5. Couchsurfing. This free accommodation option is the ideal recession-era budget travel trick. It’s a free and very popular way to bed down. Though there are a number of couchsurfing sites, CouchSurfing is the granddaddy of the movement. Couchsurfing fans get starry-eyed when discussing the practice, which depends on peer review and typically prompts guests to contribute something (like meals or a service) to their temporary hosts.6. WWOOF. This strange acronym stands for World Wide Opportunities on Organic Farms. This is a fantastic organization that pairs up farm hands with work opportunities on farms, providing room and board in exchange for labor. WWOOF currently lists farms in 100 countries and territories around the world. Many people get involved with WWOOF in a kind of quasi-apprenticeship manner, though the organization is open to travelers.

7. Social media. Travel bloggers are notoriously friendly and forthcoming with their tips and their time. Reach out to travel writers whose articles you’ve liked and strike up a friendly rapport. Approach them respectfully and you’ll usually find that travel writers love to share their knowledge. Scour Twitter for interesting people in the destinations on your itinerary. Be friendly and make contact. The likelihood that you’ll meet someone who will give you some tips for interesting local action is high. If you’re lucky, you’ll meet someone who will show you around, treat you to a meal, and drink a cheap bottle of something or other with you.

8. Supermarkets and street food. You don’t have to eat in restaurants while you’re on the road. Supermarkets, public food markets, and street food can all help you save money while traveling. In many places, you will find fresher produce in markets than in restaurants. Public food markets and street food provide a route into local culture and are usually quite inexpensive. Follow the crowds for the freshest and tastiest grub.

9. Hitchhiking. All the caveats apply. Be prepared, be careful, use your judgment, and embark on your hitchhiking adventure with a friend. Beyond the shared cost of fuel, hitchhiking is more or less free. It is a great way to meet locals and learn about the places you’re visiting.

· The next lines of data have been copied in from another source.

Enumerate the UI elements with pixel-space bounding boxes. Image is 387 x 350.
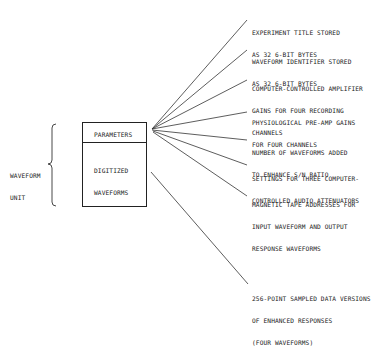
label-line: WAVEFORMS [94,189,128,196]
annotation-sampled-data: 256-POINT SAMPLED DATA VERSIONS OF ENHAN… [252,280,371,350]
annotation-line: RESPONSE WAVEFORMS [252,245,355,252]
label-line: DIGITIZED [94,167,128,174]
annotation-tape-addresses: MAGNETIC TAPE ADDRESSES FOR INPUT WAVEFO… [252,186,355,260]
annotation-line: NUMBER OF WAVEFORMS ADDED [252,149,348,156]
annotation-line: WAVEFORM IDENTIFIER STORED [252,58,351,65]
annotation-line: SETTINGS FOR THREE COMPUTER- [252,175,359,182]
unit-label-line: WAVEFORM [10,172,41,179]
annotation-line: EXPERIMENT TITLE STORED [252,29,340,36]
annotation-line: COMPUTER-CONTROLLED AMPLIFIER [252,85,363,92]
annotation-line: 256-POINT SAMPLED DATA VERSIONS [252,295,371,302]
annotation-line: INPUT WAVEFORM AND OUTPUT [252,223,355,230]
unit-label-line: UNIT [10,194,41,201]
unit-label: WAVEFORM UNIT [10,157,41,209]
parameters-label: PARAMETERS [94,131,132,138]
annotation-line: (FOUR WAVEFORMS) [252,339,371,346]
annotation-line: PHYSIOLOGICAL PRE-AMP GAINS [252,119,355,126]
annotation-line: MAGNETIC TAPE ADDRESSES FOR [252,201,355,208]
digitized-waveforms-label: DIGITIZED WAVEFORMS [94,152,128,204]
annotation-line: OF ENHANCED RESPONSES [252,317,371,324]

10. Home exchange. Swapping your residence with another is far easier than it sounds. Home exchange networks charge an annual membership fee, which allows a place of residence to be listed. Once a listing is in place, members organize exchanges with each other. The net result? Free accommodation. And sometimes intercontinental friendships. Home exchange networks include HomeExchange.com, INTERVac, and International Home Exchange Network. See this article (written, to be fully forthcoming, by my first cousin!) for one family’s experience with home exchange.

[Image: Flickr / ArchiM]

Spanish Immersion in Guatemala

Here’s a tip from a woman I met who is finishing up her master’s degree at the Ohio State University. If you want a cheap place to learn Spanish or brush up on the Spanish you know, try Guatemala. She was in Antigua for two weeks last summer and found it cheap, fun and an extensive Spanish language lesson.

From what she said, you can just basically show up in Antigua and find a school and a place to stay. Lodging with a family as a homestay is readily available and schools are everywhere. If flying-by-the- seat-of-your-pants travel isn’t your thing, here are a couple of links to websites for language schools so you can plan ahead. The first one, Casa de Lenguas has been around since 2001. The website includes information about the program, activities, lodging and who your fellow students might be. The average age is 30. People are as young as 18 and go up to age 65. I’m sure if you’re over 65, you won’t be kicked out.

One thing that caught my attention about the Casa de Lenguas program is there is a volunteering component. If you bring materials and supplies to donate to a charitable organization and donate your time to a cause, you can get a discount off tuition.

The Ixchel Spanish School, in business since 1999, emphasizes speaking and also includes homestay information and extracurricular opportunities. For even more options, check out Conexion. This is an internet café in Antigua that lists several Spanish schools and their contact information. “¡Buen viaje!” Have a good trip!